Zelensky warned that the memory of the Holocaust is growing weaker and said some countries are still trying to destroy entire nations.
“We must overcome the hatred that gives rise to abuse and murder. We must prevent forgetfulness,” he said, according to a statement from the presidency.
“And it is everyone’s mission to do everything possible to prevent evil from winning,” he added.
The foreign ministry said in a statement that Russia’s invasion “brought back to Ukrainian soil horrors that Europe has not seen since World War II.”
“Jewish communities of Ukraine are also suffering from constant Russian terror, in particular in the cities of Dnipro and Odesa, which have a population of over a million, and other localities,” it added.
The Holocaust decimated the Jewish community in Ukraine, which during World War II was part of the Soviet Union.
It was not the first massacre of Jewish people in Ukraine’s history, which had seen previous anti-Semitic pogroms.
Russia drone barrage sparks fire in western Ukraine
KYIV: A barrage of more than 100 Russian drones sparked a fire at an industrial facility in western Ukraine and damaged residential buildings in other regions, Ukrainian officials said Monday.

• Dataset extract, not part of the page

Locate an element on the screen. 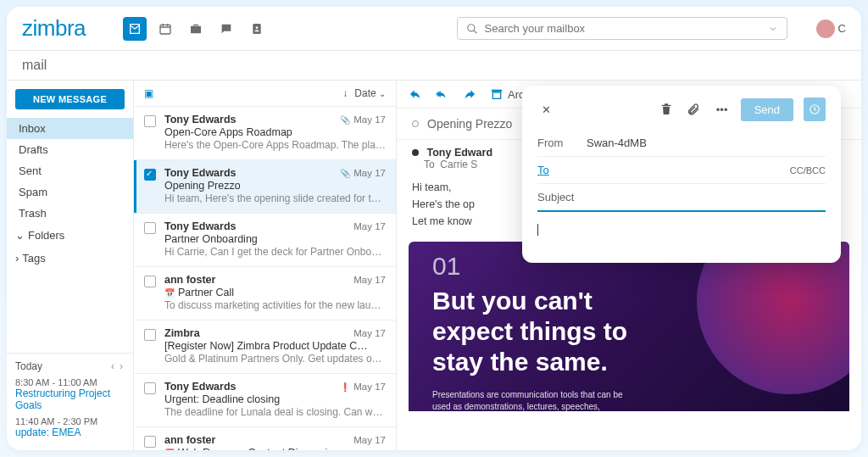  avatar is located at coordinates (826, 29).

The Ukrainian airforce said Moscow had dispatched 104 drones, including attack drones, and that 57 of the unmanned aerial vehicles had been shot down.
Emergency services in the western Ivano-Frankivsk region said the strikes had resulted in two fires at an industrial facility, and that firefighters were working to extinguish one.
They did not specify the type of facility hit but said there were no casualties.
The airforce said there was damage in four Ukrainian regions including Kyiv, where AFP journalists heard drones flying overhead and air defense systems countering the attack.